Located in Guarenas city, 20 miles east from Caracas, the enterprise has already produced more than 500 movies — including feature films, short films and documentaries. Most of them are about national issues, especially historical moments or icons. Chávez decided to invest in this complex, in his own words, when he was told that “eight large Hollywood studios share 85% of the world’s cinema production and represent 94% of the cinematographic offering in Latina America”.

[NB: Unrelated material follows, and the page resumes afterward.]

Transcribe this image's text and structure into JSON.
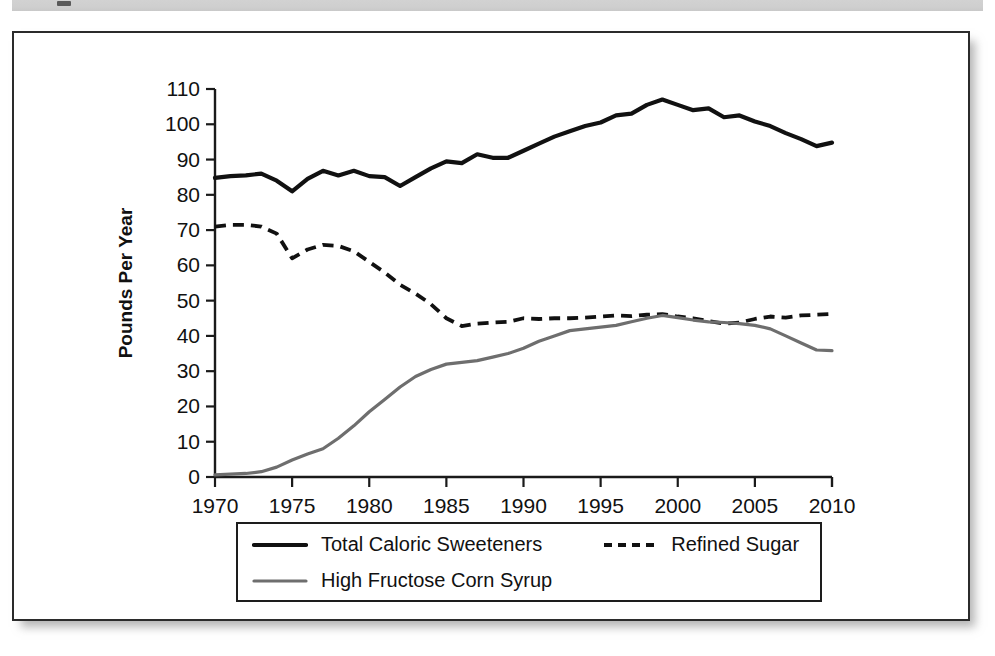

This new cinema profile is criticized by filmmakers and independent producers, who consider the Venezuelan Cinecittà another instrument of the Chavist propaganda. The only scripts that receive investments are the ones connected to the left. Jonathan Jakubowicz, director of Secuestro Express, which won international recognition in 2005, accuses Cinema City of only supporting movies that “portray the revolution as the solution to every problem in the country, or those who tell stories about the independency leaders, always in a version that favors the values of the Bolivarian revolution”.
“I wish Cinema City only made movies inspired by the revolution”, answers Sequera. “But it’s not like this. Lots of government’s opponents work there. They’re openly contrary to the regime, and they have complete freedom to create”. To the scriptwriter, what should be criticized is the way the movies are produced, still mostly influenced by the American model. “In 2005, the industrialization of cinema started to change the audio-visual production structures in Venezuela. However, movies such as “Miranda regresa” and “La Clase” both use the gringo superproductions format. I believe there should be more creativity”, he complains.
The first movie quoted by Sequera was the biography of Francisco de Miranda, one of the precursors of the Venezuelan independency. It is140 minutes long, had a $ 2.32 million dollar budget, and involved more than a thousand extras. “Miranda Regresa” was filmed in Venezuela, Cuba and Czech Republic. American actor and activist Danny Glover, a Chávez´s public admirer, plays a small part on it. “La Clase” tells the story of a young humble violinist divided between his musical career and the history of Venezuela.
Along with Cinema City, The National Film School (Escuela Nacional de Cine), was created within the Central University of Venezuela (UCV), and the bachelor’s degree of Audio Visual Arts in the Experimental National University of the Arts (Unearte). Unearte was created in 2008, and it’s totally dedicated to arts, providing careers in theatre, dance, arts, music, and, since 2011, cinema.
Cinema City, also in 2011, opened the Professional Training Center. “There are areas in which we have only one specialist. This could work when we were making one or two full-length features a year, but not when we are making 10, 13, or 14 like now”, explained Pedro Calzadila, Minister of Culture, during the opening ceremony.